Again, the utility of our approach is evident. Given the results, we observe that the distribution of S is fairly consistent for all the nodes (researchers) in the research institution’s academic network. However, the progressively darker bars illustrate that researchers who have connections with a more diverse amount of departments (thereby maximizing D) can vastly optimize their epistemic position. Roughly, about \(\sim \,40\%\) of researchers—i.e., the right-most data points in Fig. 3—have a \(\pi \) of about 100 or more, despite having roughly the same S values. To our knowledge, this is the first time empirical social epistemological analyses in the spirit of [19] have been conducted on such email networks.

4 Discussion and Conclusion

Our results show that it is possible to replicate the methodology used by [19] to larger networks, and that insights about the relative epistemic positions of different communities within a network can be drawn from plotting these parameters. As our package and its dependencies are all open source, this makes it possible for researchers in a range of fields (including philosophy, psychology, sociology, anthropology, communications, and network science) both to conduct new research and to reanalyze networks that they have previously studied.

Our work is unique as there are hitherto no comparable tools that analyze properties of extant networks, excepting [19]. Existing (social) network metrics—such as PageRank, eigenvector centrality, and in- and out-degree—are premised on the connectedness and topology of nodes, rather than their epistemic qualities. We anticipate that future research will expand the types of social networks under study. Other sources from online social media such as Facebook, Reddit, and YouTube all seem to be viable candidates for study. Considering offline epistemic networks would be especially valuable, such as those found in the landmark Bernard-Kilworth-Sailer (BKS) analyses of social networks [5], as their structure may be interestingly different from the structures found online. wisdom_of_crowds also allows us to conduct research on epistemic network simulations, created with tools such as Laputa [16], which can quickly scale up to thousands of nodes. We expect that studies of friend networks, organizational networks in industry and the military, networks of sources used by journalists, criminal cartel networks, and academic citation networks would prove valuable.

Moving beyond that, it would be interesting to study networks with more than one type of testimonial edge (e.g., public communications versus private ones). One intriguing hypothesis is that these may differ in structure even if they contain the same nodes, and that individuals who are central in public networks but peripheral in private networks (or vice versa) would tend to play unique roles in the social epistemology of those networks. For instance, someone who is privately in communication with a very large number of others but not publicly visible is in a position to exert influence because the others may assume that they have a much better epistemic position than they actually do. We also envision future work in measuring epistemic power by reversing the direction of the edges (i.e., from hearer to testifier).

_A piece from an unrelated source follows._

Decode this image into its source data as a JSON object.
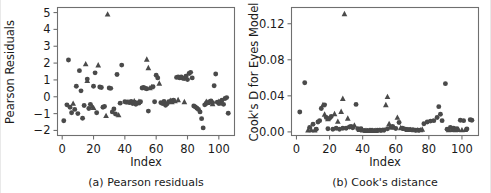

The exploratory profiling made possible by our tool reveals patterns of epistemic isolation and interaction across real-world networks, and suggests possibilities for more specific analyses. By providing it to the community at large, we hope to facilitate further modeling of epistemic networks across a variety of domains.

5 Funding

Work on this paper was supported by ARC Grant DP190101507 (to C.K. and M.A.) and by Templeton Grant 61378 (to M.A. and M.C.). This research was supported by use of the Nectar Research Cloud and by Melbourne Research Cloud (University of Melbourne) (to M.C.). The Nectar Research Cloud is a collaborative Australian research platform supported by the NCRIS-funded Australian Research Data Commons (ARDC).